The Devil Wears Prada meets White Lotus in a story of colliding egos and shocking betrayal, as intoxicatingly ice-cold as the pink Prosecco that flows all weekend.Everything needs to be just right for bestselling mystery writer Faye Wader’s first ever fan weekend. Her sales might be slipping—only a little!—but her readers still love her enough to pony up for three days and two nights on Great Misery Island. The retreat is precisely planned, from the small batch artisanal donuts to the perimenopausal Mermaid Meditation, by Faye and her beleaguered assistant Jade—an aspiring author who can’t seem to finish her own novel.Faye’s long-time agent and editor will be there, as well as Faye’s number one fan, Peggy Mercer, who has been first in line at every one of Faye’s events. When news comes that the weekend will be crashed by glamorous, charismatic, rival novelist Abby Schuss, Faye thinks things can’t get worse … until one of the attendees is found dead in her room, setting off an unexpectedly murderous chain of events that make pre-pub anxiety seem like a day at the beach. How far is Faye willing to go to get exactly what she wants from her author weekend?The Author Weekend is a thrilling and hilarious dive into the dark heart of envy, and a glorious exploration of a woman of a certain age desperate to survive the dog-eat-dog world of publishing and control her own narrative.
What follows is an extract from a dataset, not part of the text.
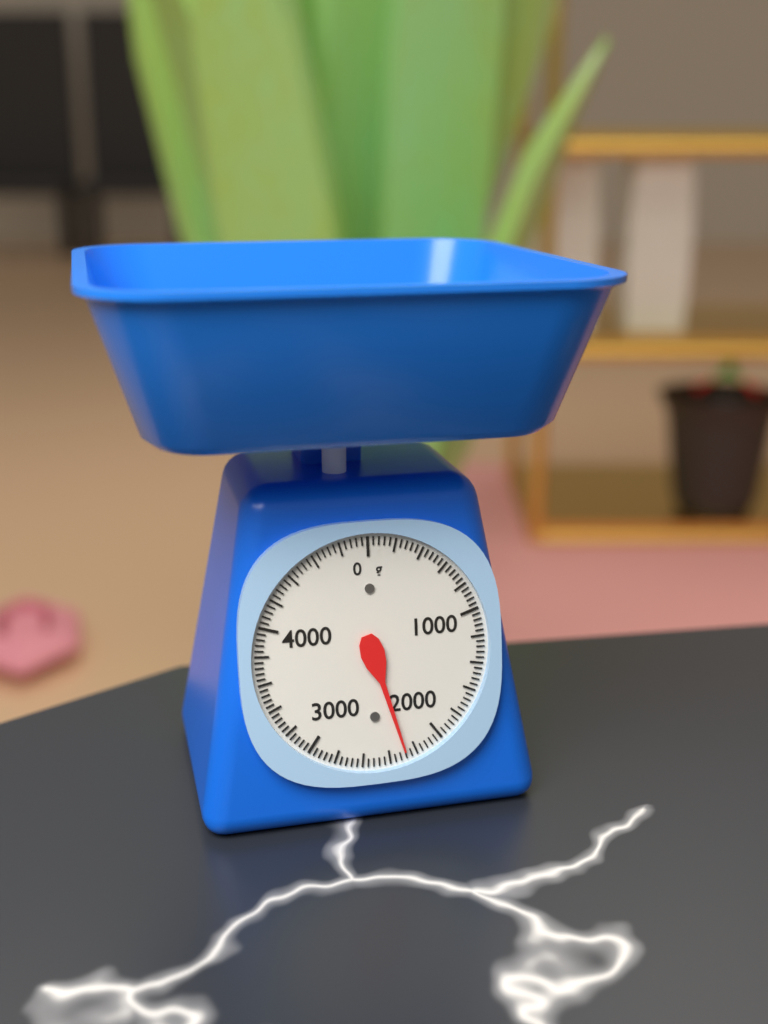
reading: 2280 g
Fans are idealists. Fantasizers. Their imaginations run wild with wish-fulfillment. They want to believe in the myth. They want to do everything the object of their obsession does, to inhabit their world completely: to wear what they wear, eat what they eat, feel what they feel. How disappointed would they be to know that I created Kitty in my own image: at best, a socially awkward loner at heart; at worst, a misanthrope. I'd always wanted to spare my readers the discomfort of my discomfort, my neediness and impatience-why should they suffer when all they've ever done is support me?-until the night I was overcome by FOMO.
Fans are idealists. Fantasizers. Their imaginations run wild with wish-fulfillment. They want to believe in the myth. They want to do everything the object of their obsession does, to inhabit their world completely: to wear what they wear, eat what they eat, feel what they feel. How disappointed would they be to know that I created Kitty in my own image: at best, a socially awkward loner at heart; at worst, a misanthrope. I'd always wanted to spare my readers the discomfort of my discomfort, my neediness and impatience-why should they suffer when all they've ever done is support me?-until the night I was overcome by FOMO.